Abstract
The article examines the relationship between festivals, landscapes, and aesthetics. Since the 1960s there has been considerable growth in the numbers and types of festivals in the Western world, and in the creative use of landscape and environment as contexts and frames for many of these festivals. The article addresses two central questions: What are the characteristics of the phenomenon of festivals? In what ways do festivals in a Norwegian context relate to the landscape that both surrounds them and is part of their constitution? Using a theatrical metaphor, festivals and landscape can be perceived as instant cultural and aesthetic encounters in a performance space. The authors find that festivals as cultural events are characterized by social, aesthetic, and symbolic value, as well as cohesion, joy, openness, expressive, play, and diversity, and that experience is not exclusively individual but rather rooted in social and material interaction with other people and the environment. The approach is based on body-oriented, phenomenological, multisensous (synaesthetic) perspectives on festivals and landscapes.
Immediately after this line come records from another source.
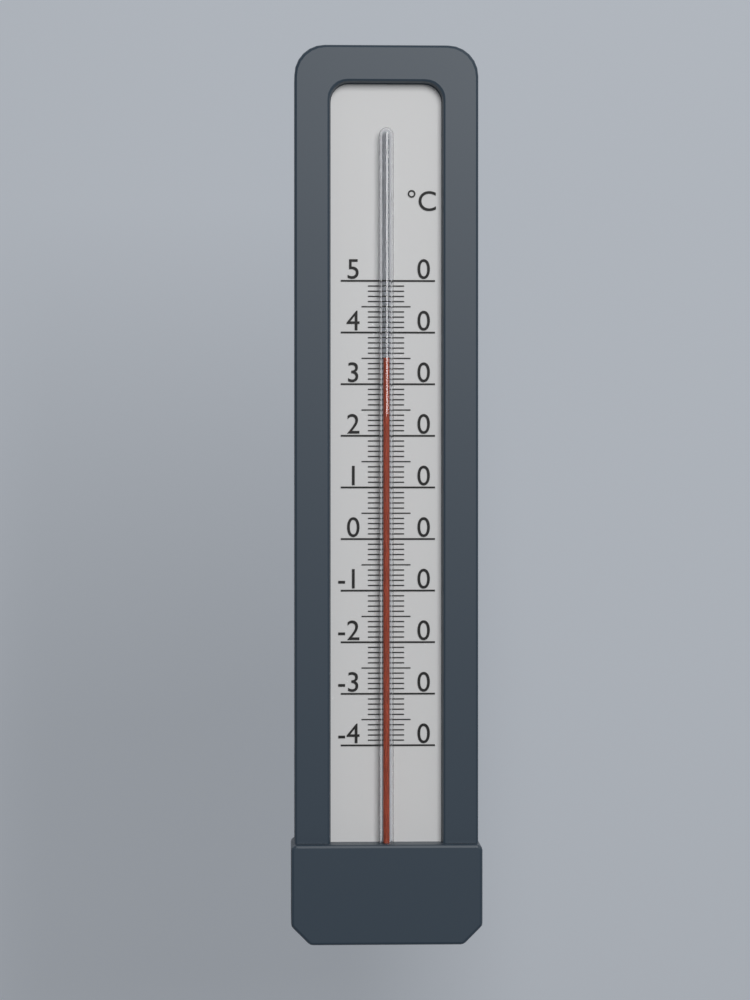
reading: 35 °C
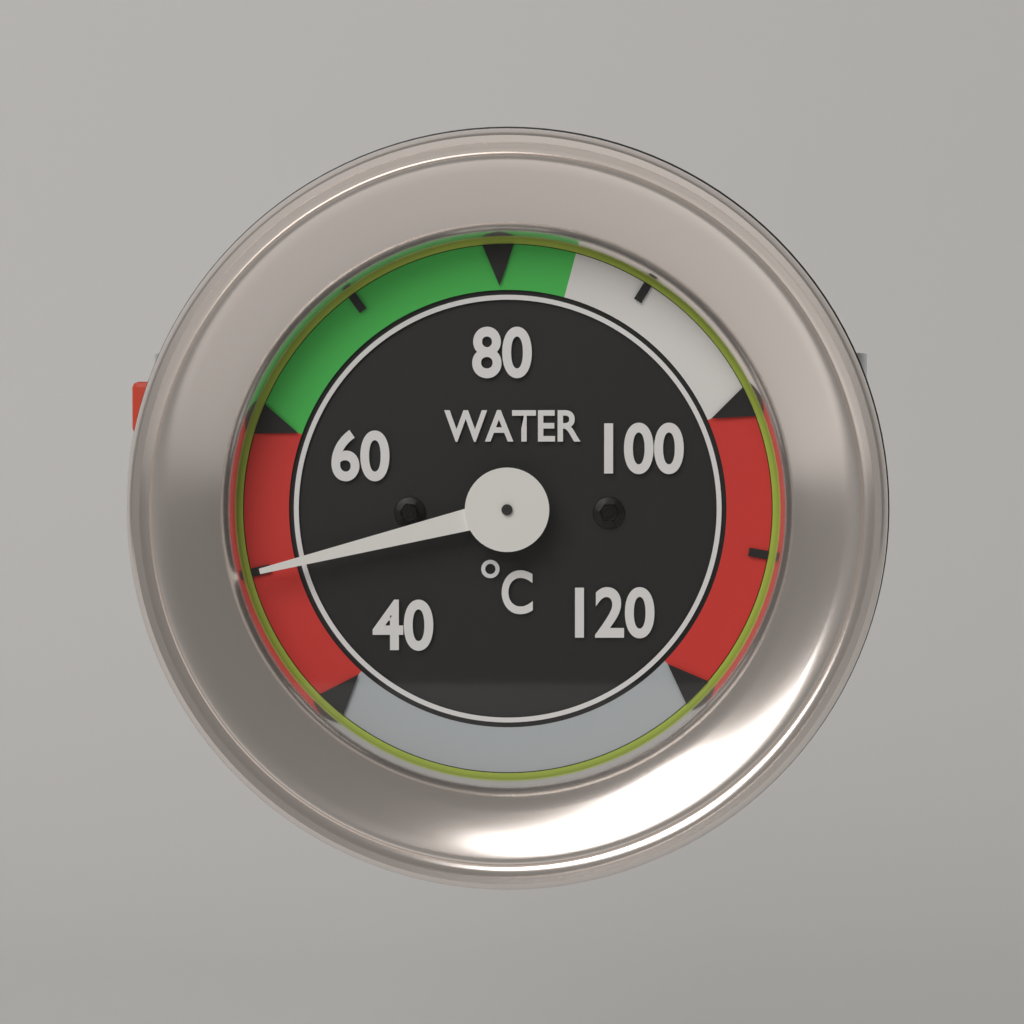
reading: 50 °C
The article provides examples from four festivals in Norway.
Acknowledgements
The authors acknowledge the anonymous reviewers for their constructive comments to the first two versions of this article. and are reproduced by kind permission of the photographer, Pål Benjamin Wollan.
Notes
1. ‘The Canal Street Tribune’ was a festival newspaper produced for the Arendal Jazz & Bluesfestival, held 27 July – 1 August 2004.
2. This article is one of several publications from a research programme on festivals, ‘Innovasjon i nettverk – opplevelseskvalitet og “performing places”’ (2008–2009), funded by the Research Council of Norway. The research partners were Trøndelag Research & Development and North-Trøndelag University College.